- _Task to complete_
What you produce should be the lines from the line containing "reading: 4.5 cm" through the last line below, both ends included, reproduced exactly and without pictures.

START Input records

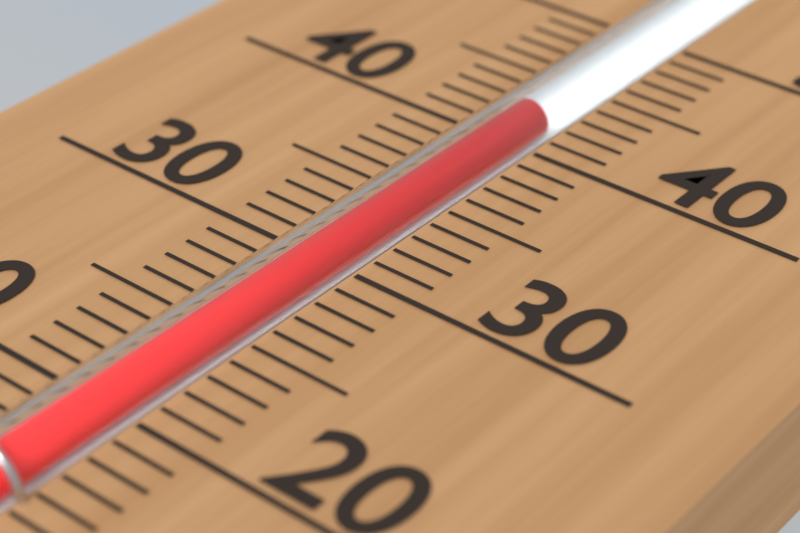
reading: 42 (no unit)
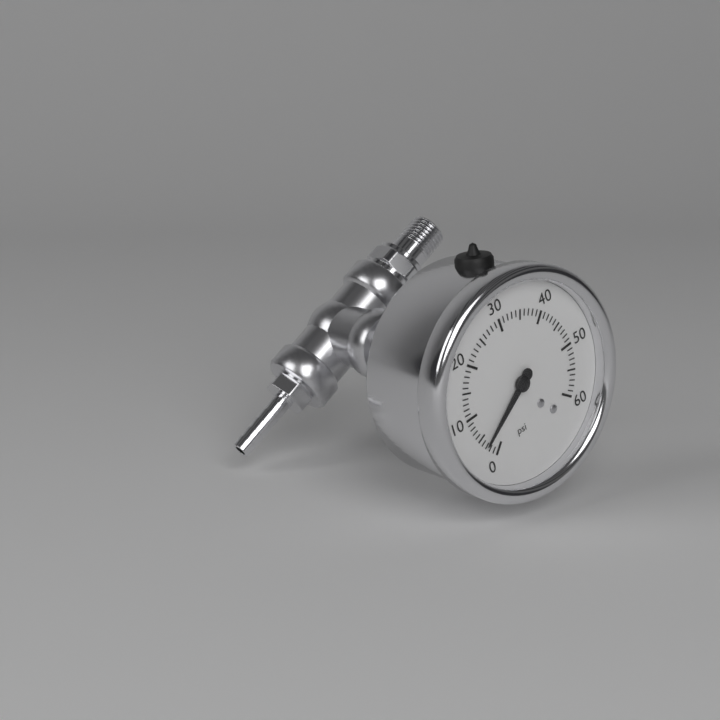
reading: 3 psi
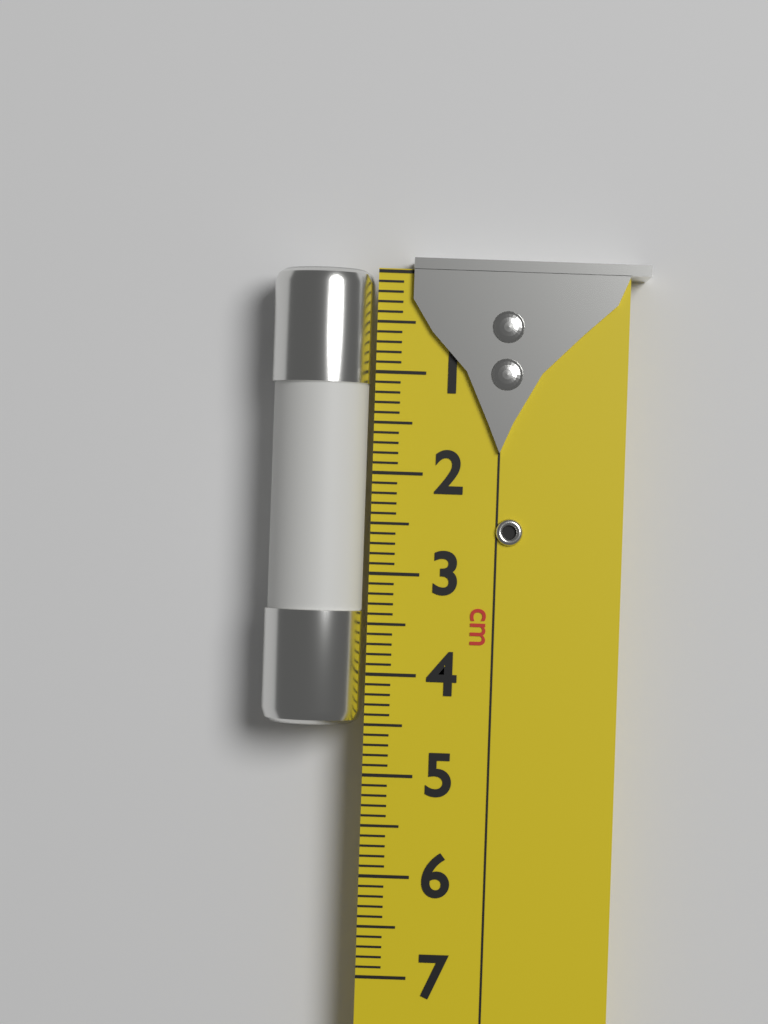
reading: 4.5 cm
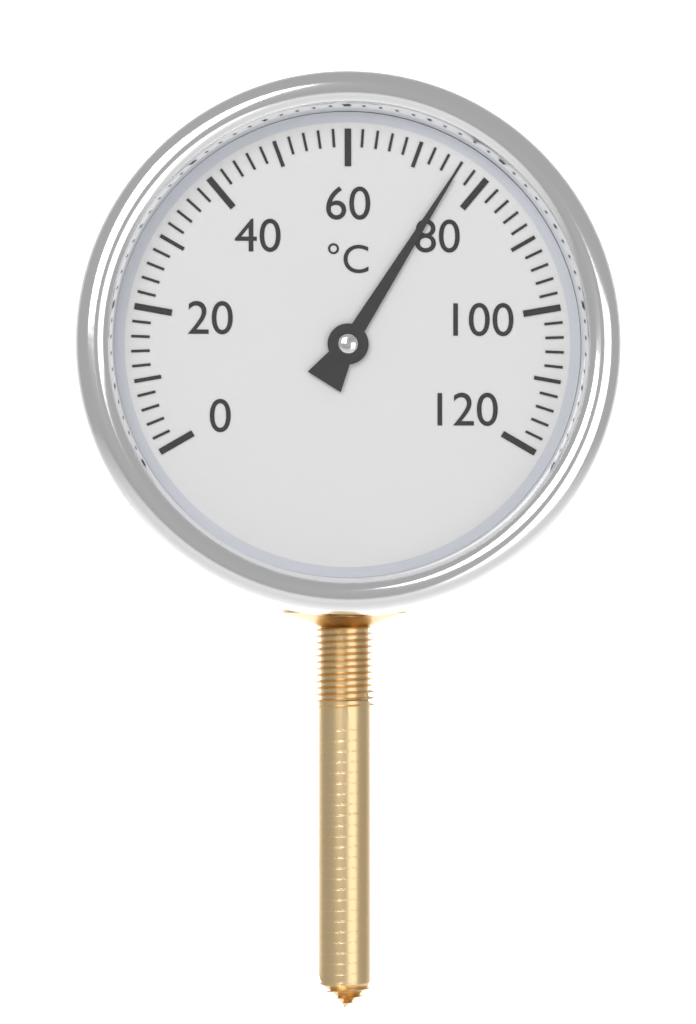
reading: 76 °C
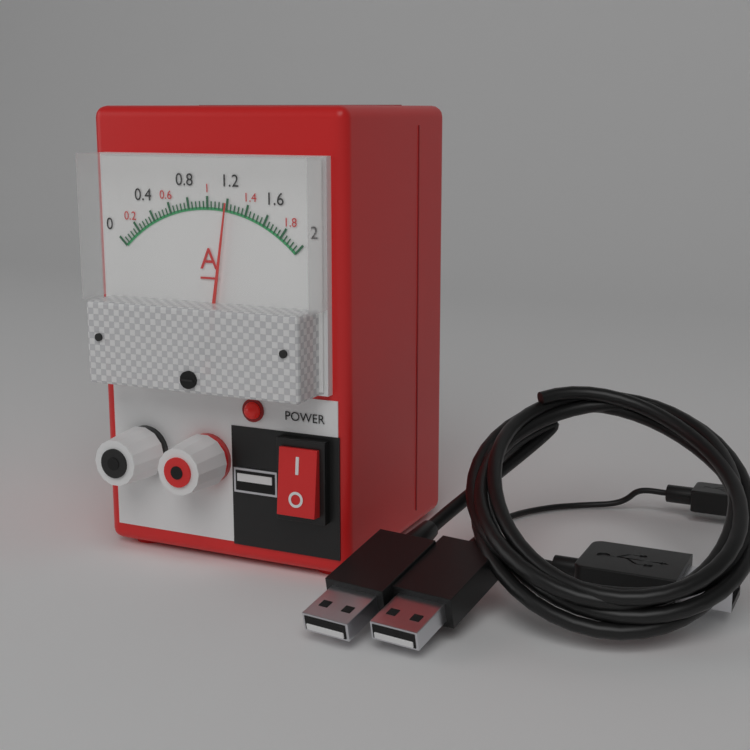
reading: 1.20 A
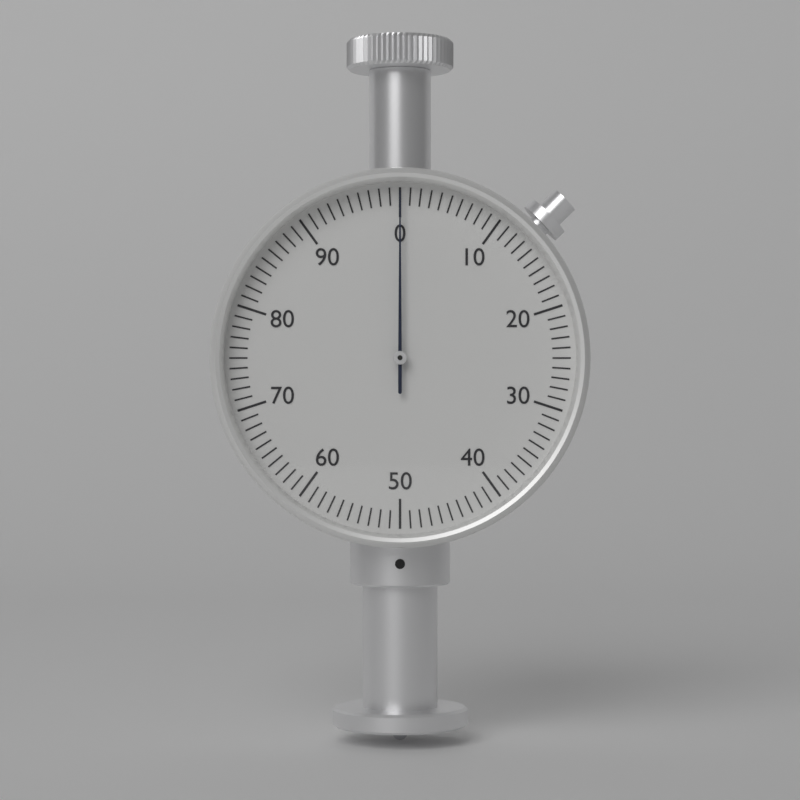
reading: 0 (no unit)
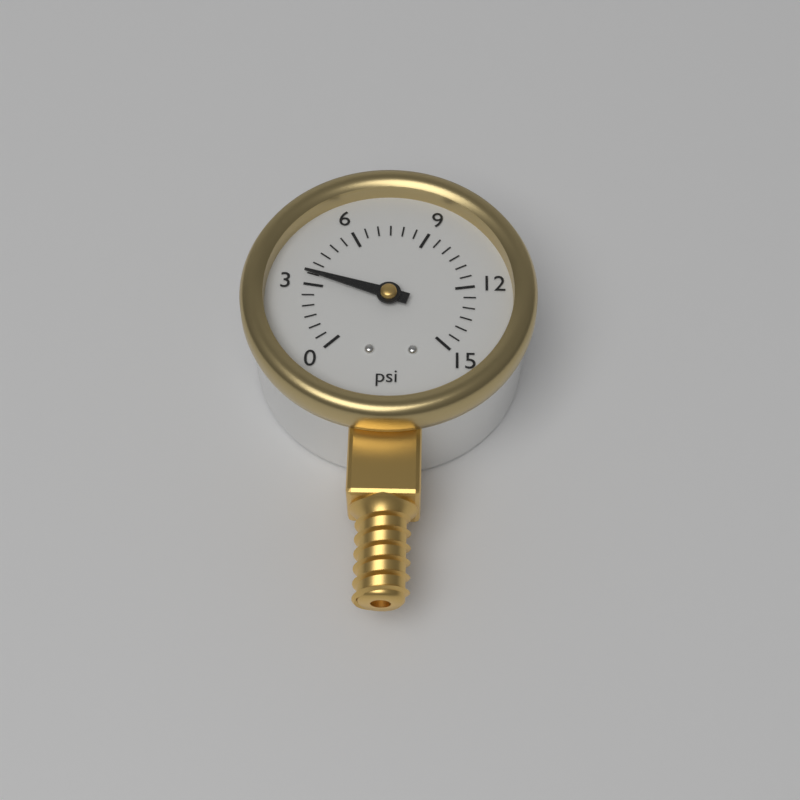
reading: 3.5 psi
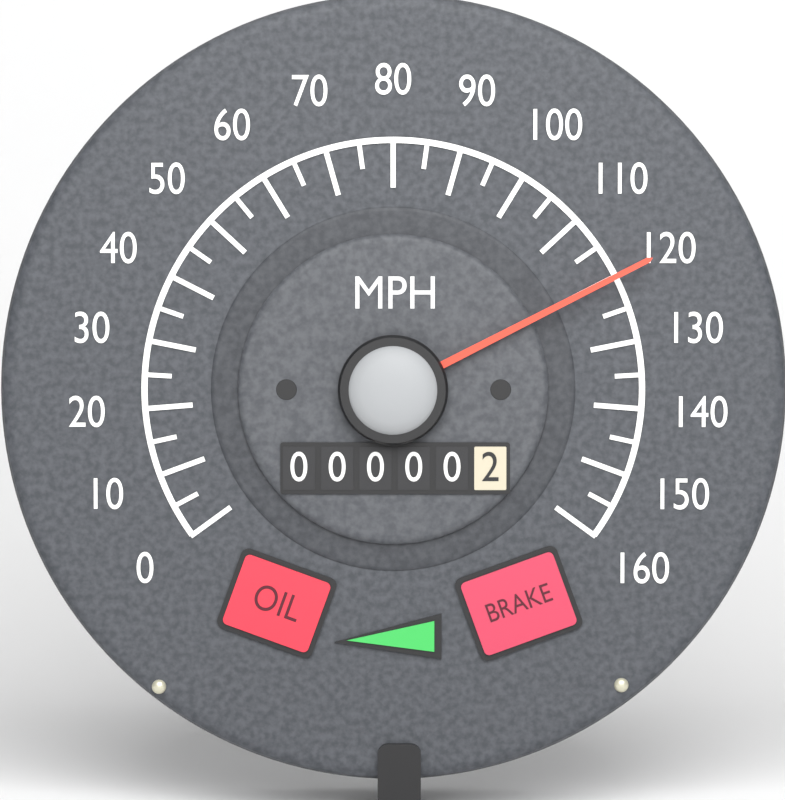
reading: 120 MPH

END Input records

- _Answer area_
reading: 4.5 cm
reading: 76 °C
reading: 1.20 A
reading: 0 (no unit)
reading: 3.5 psi
reading: 120 MPH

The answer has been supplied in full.